An in-person class at Fresh Ink
An in-person class at Fresh Ink. Photo by Jaime deBlanc-Knowles.

Though Hegedus did most of the work of the Writing Barn on her own in early years, the expansion of programming has made space for other writers to work as paid staff, as well as numerous “teaching artists” who conduct workshops ranging from single-session classes to six-month intensives focused on particular genres. In the past year, Interfaces has had the resources to pay performers and staff, though KB notes that “we’re not in a place where anyone is full time or gets benefits; it’s our passion project.”

The onset of the COVID-19 pandemic caused an initial disruption for all the organizations; many reported feeling “scared” about the viability of their programs, like “anyone whose business involved bringing people together,” as deBlanc-Knowles said. Attendance at classes and events had been strong; Hegedus and Hincapie had just attended their first Associated Writing Programs (AWP) conference to promote The Writing Barn, and deBlanc-Knowles reminisced about a thriving series of in-person events, like drop-in events at coffeeshops — all of which had to be suddenly canceled.

At Interfaces, KB describes how “pre-pandemic, we were getting ready to move to a new venue, a bigger venue; we were getting ready to do a lot of really cool access measures that I hadn’t seen at in-person events before; we had to shut all of that down and figure out how we wanted to emerge in the virtual realm.”

Some things just didn’t translate to a Zoom format.
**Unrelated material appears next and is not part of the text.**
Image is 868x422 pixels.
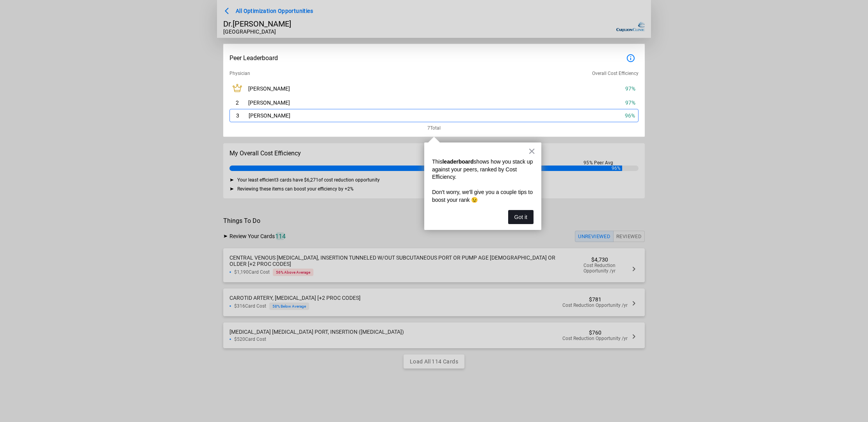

Writing classes, however, did translate, more seamlessly than one might have thought. As Hegedus commented, “the only way we could source community was online.” The Writing Barn had already been running a significant part of its programming online to reach an audience beyond Austin, and all the organizations observed how the virtual shift expanded access for people in a variety of locations and with a variety of needs. deBlanc-Knowles reflected on how aspiring writers made use of more free time in the last year to work on their craft; demand for her classes actually increased during the pandemic. Past the initial shock, the pandemic year provided more time for Interfaces to work on grant writing and revisiting the mission and identity of the group.

The independent organizations that serve Austin’s writers share an underlying belief in the importance of every person’s story, every person’s voice. “It’s an identity thing,” deBlanc-Knowles observes about the choice to share one’s writing.

In agreeing to admit an audience, however small, to their work, people who’d like to write can actually begin to think of themselves as writers. And those who come to classes and events in Austin have a variety of end points in mind for their work.

Says the Writing Barn’s Hincapie: “Success looks different for a lot of different writers.”


Dorothy Meiburg Weller
Dorothy Meiburg Weller
Dorothy Meiburg Weller is a writer and teacher. Originally from the Southeast, she's lived in Austin for almost two decades and now considers it her hometown.